━━━ DATA IN THIS EXERCISE ━━━

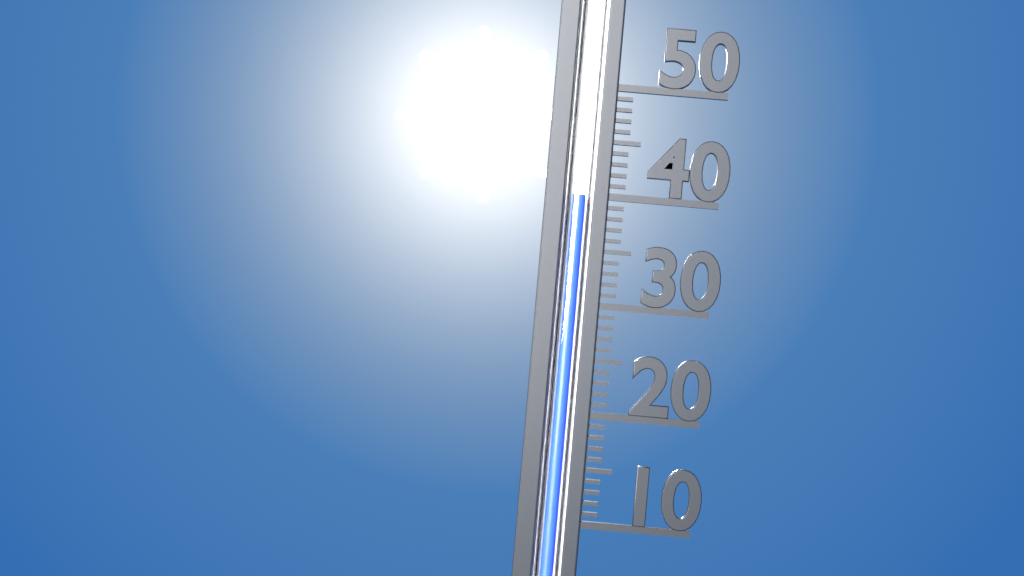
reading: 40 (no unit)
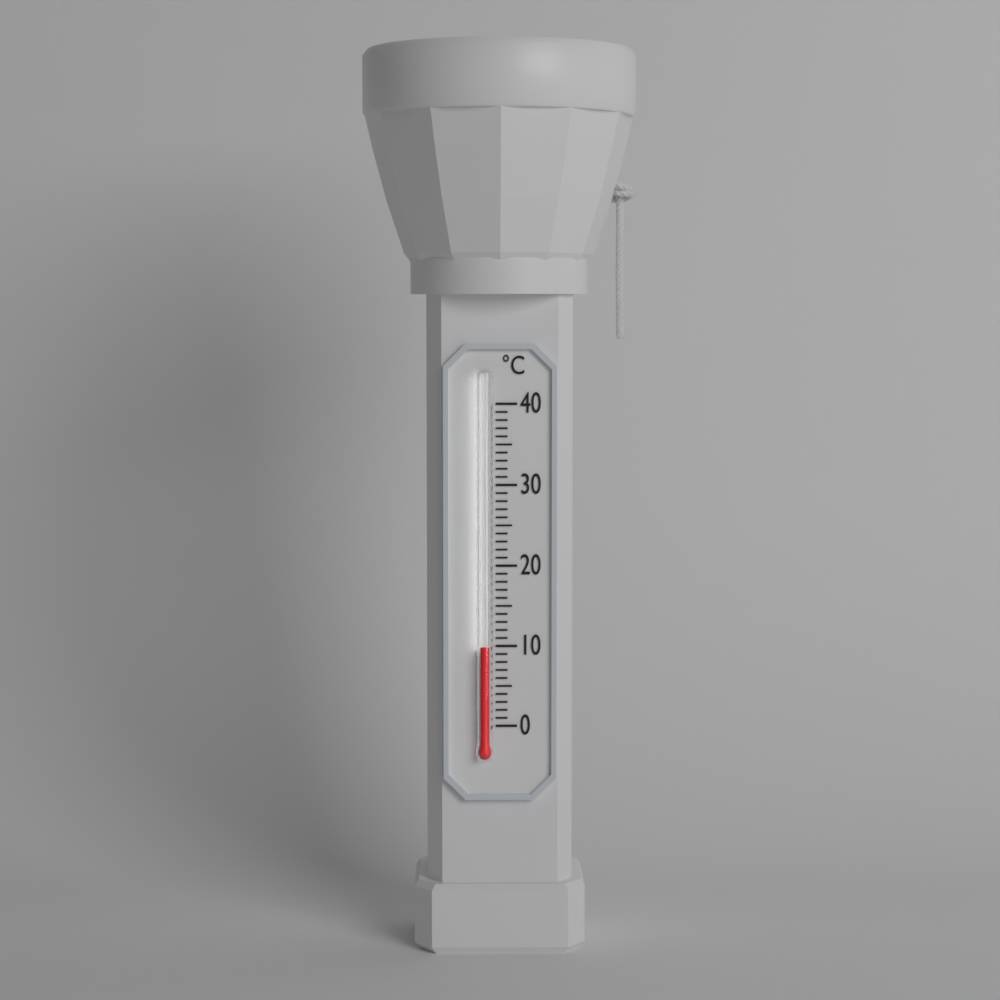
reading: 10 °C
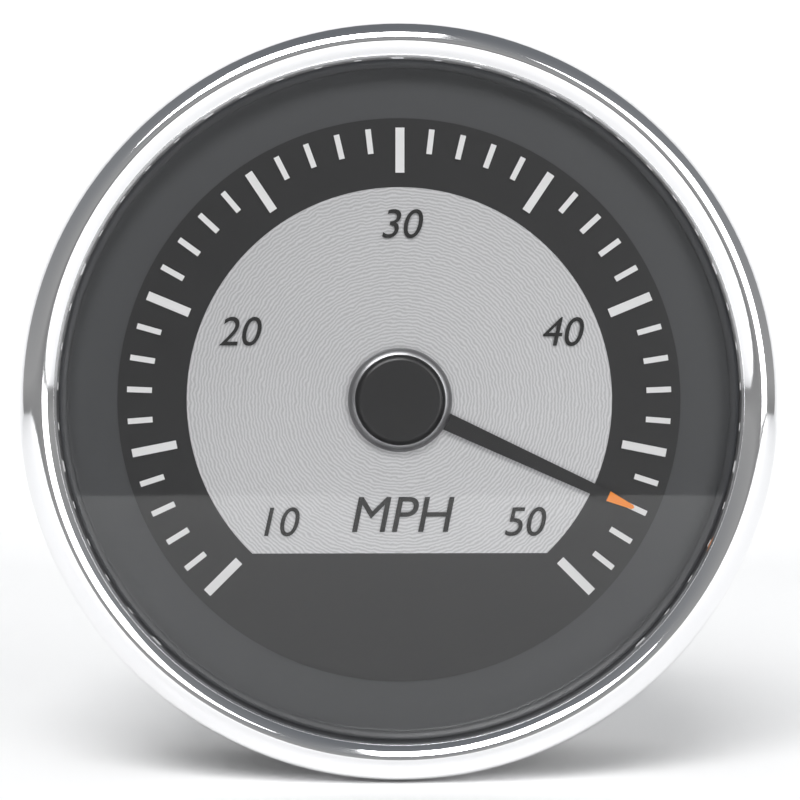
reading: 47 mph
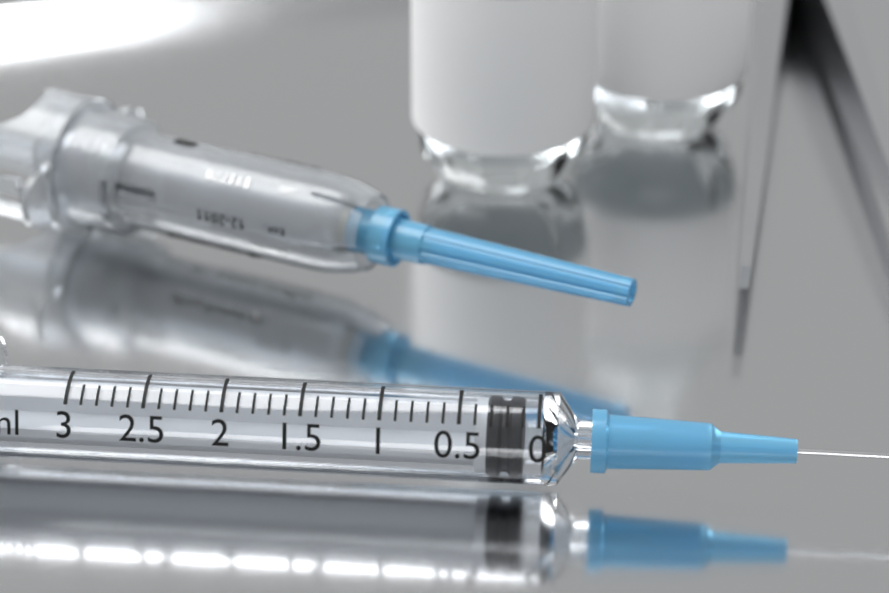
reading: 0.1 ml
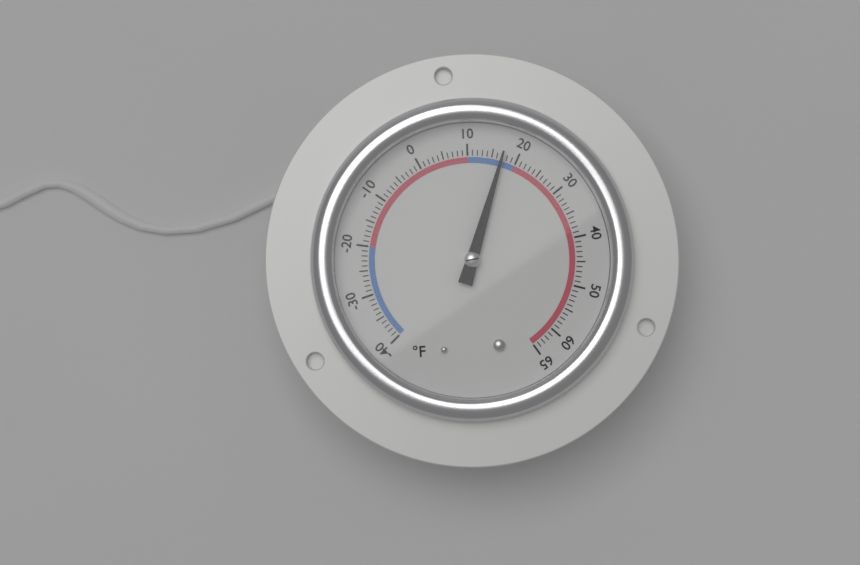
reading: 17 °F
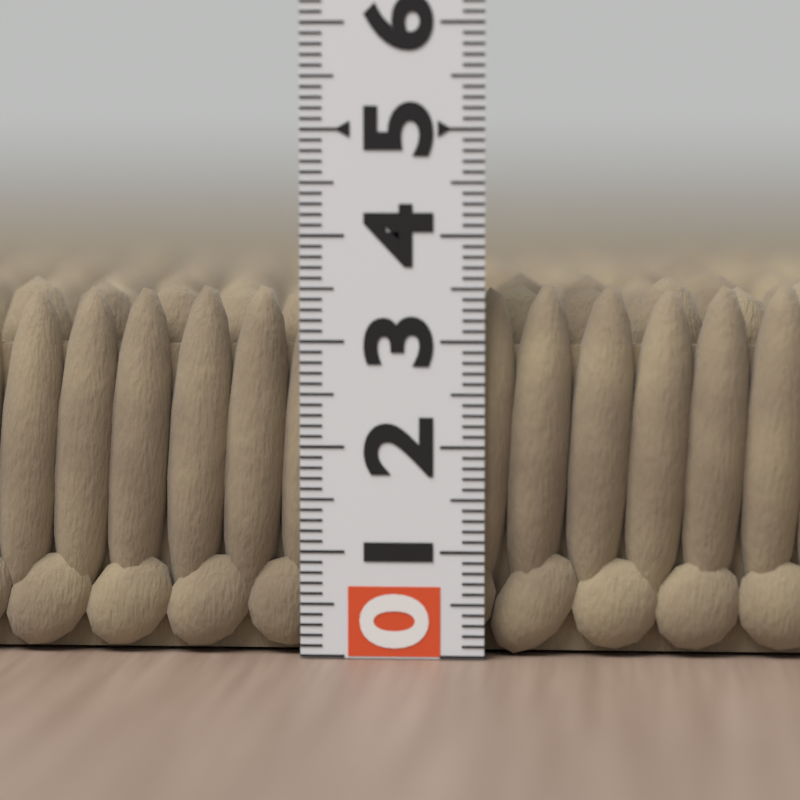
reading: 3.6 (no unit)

━━━

▶ _WHAT YOU SHOULD DO_
Down to the last line, return the entries above exactly, with no pictures.

▶ _TASK ANSWER_
reading: 40 (no unit)
reading: 10 °C
reading: 47 mph
reading: 0.1 ml
reading: 17 °F
reading: 3.6 (no unit)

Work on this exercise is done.